At around four in the morning, after a long night of torture, I was delighted to learn that the Christian faction of the family had decided against the more painful traditional knife. My cousin’s father had managed to convince my irreligious father that their father, a devout Christian and the number two commander of the family who executed his duties from the self-exile, would not be happy if they did the ritual the Gusii way. They summoned a doctor trained in Western medicine, the Christian way.
Because we were the last boys in Makairo to be circumcised that year, the doctor was able to come to our home. The men who had been tormenting me all night placed me on the doctor’s table under a cherimoya tree, a few yards from the saiga. They blindfolded me and held me down, like they had the rooster that shed its blood for me hours before. I knew the procedure would be less painful, but there was still pain involved.
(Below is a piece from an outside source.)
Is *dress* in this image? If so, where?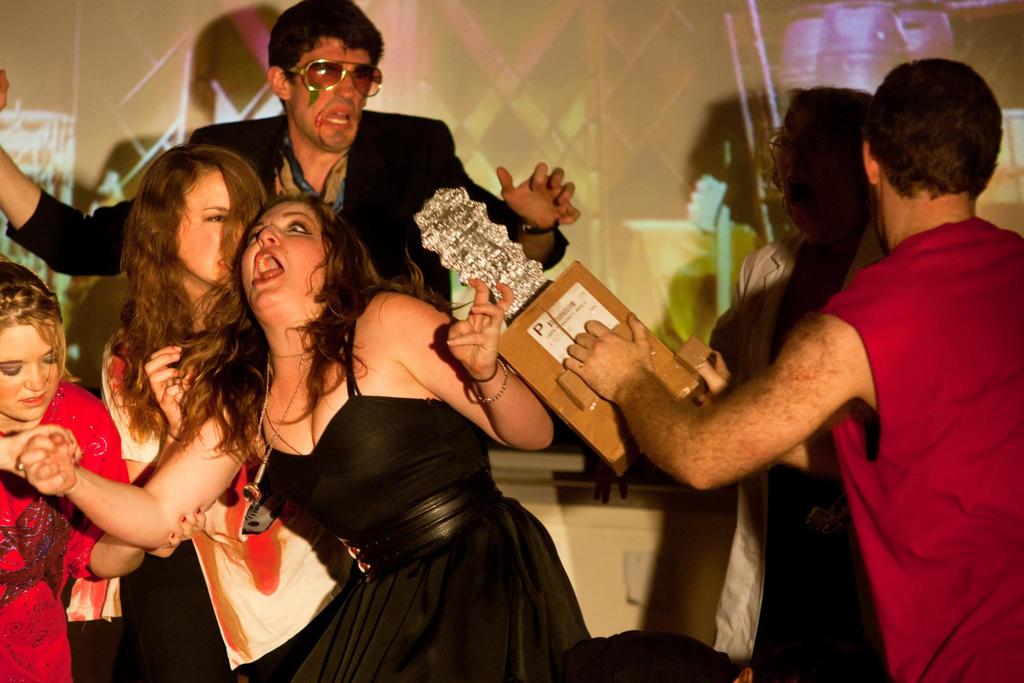
Yes, at x1=0, y1=378, x2=120, y2=682.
The doctor injected my “spear” with anesthetics and began to work. There was some pain, but a real man does not flinch like a chicken. A few minutes later, I descended from the table back to the earth where my blood spilled into the soil, a man. My fellow men burst into a vulgar ceremonial song about things I would do to women now that I was a man.
***
The Gusii still consider the ritual an important step to adulthood. I agree. But I see the rite of passage as serving only a cultural function today. It is what identifies a Gusii man. If I ever have a son, I would have him circumcised. It won’t be at the age of ten, but when he is born. When he is as old as I was when I became a man, I would take him to Makairo for a feast to announce to my kinsmen that he is a man. I value the rituals of my ancestors, just like religious believers adhere to theirs. Unlike my father and those of his generation, though, I would not rob my son of his childhood by expecting too much of him at an age when he needs to be embraced.
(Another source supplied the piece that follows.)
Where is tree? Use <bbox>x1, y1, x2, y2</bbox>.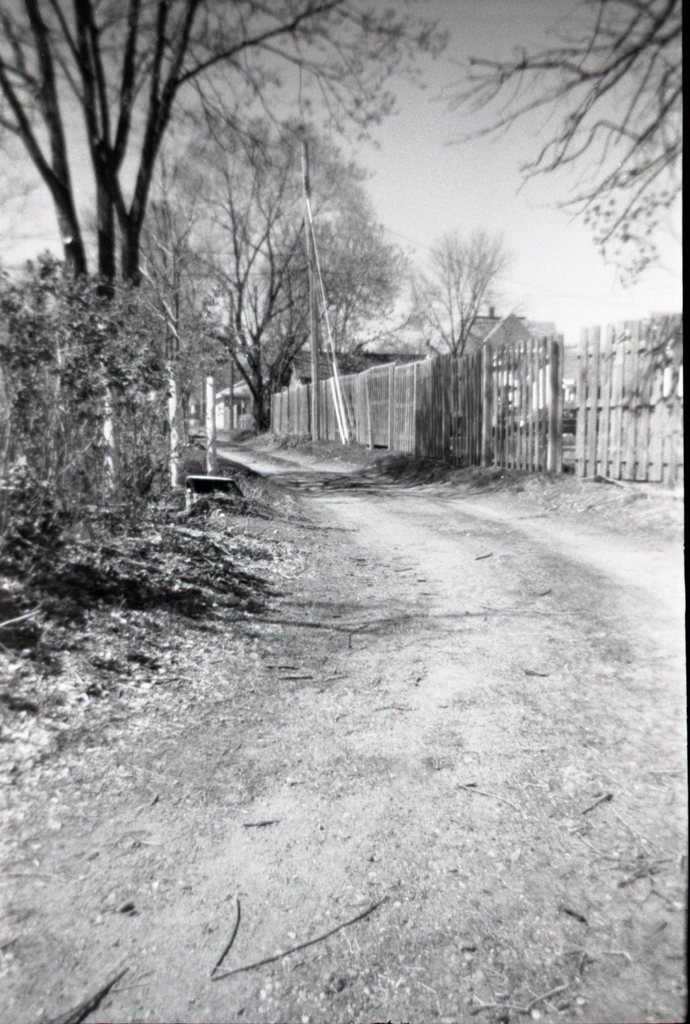
<bbox>382, 221, 520, 384</bbox>.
Where Gusii’s traditional hardliners and I differ is in the belief that circumcision is what makes a man. I am lucky to have been spared the need to condemn the hazing and omosari’s knife, for most parents have dropped that part from the ritual, preferring instead western methods. But I still look at how useless the horrifying experience was. I don’t ever remember drawing any lessons that benefited me from that night, perhaps because my mentors were not aware that times were changing. Now I find the rules of manhood standing between my mother and me.
More than two decades after I became a man, I went back home after twelve years in the United States. As I stepped out of the taxi, my relatives waited. My mother was in the front of the line to greet me. I walked up to her, trying as hard as I could to hold back tears. I felt like a little boy again. I wanted a big hug from my loving mother. She reached out to offer a handshake. I wanted to ignore it. Hug me, Mama, and don’t let go, I wanted to say. “Never hug your mother! Never hug your mother!” the voices of the men in my uncle’s saiga rang in my head. I settled for a handshake. I placed my left hand on the back of hers, sandwiching it as we shook. I had not felt her warmth in decades. I let the tears roll.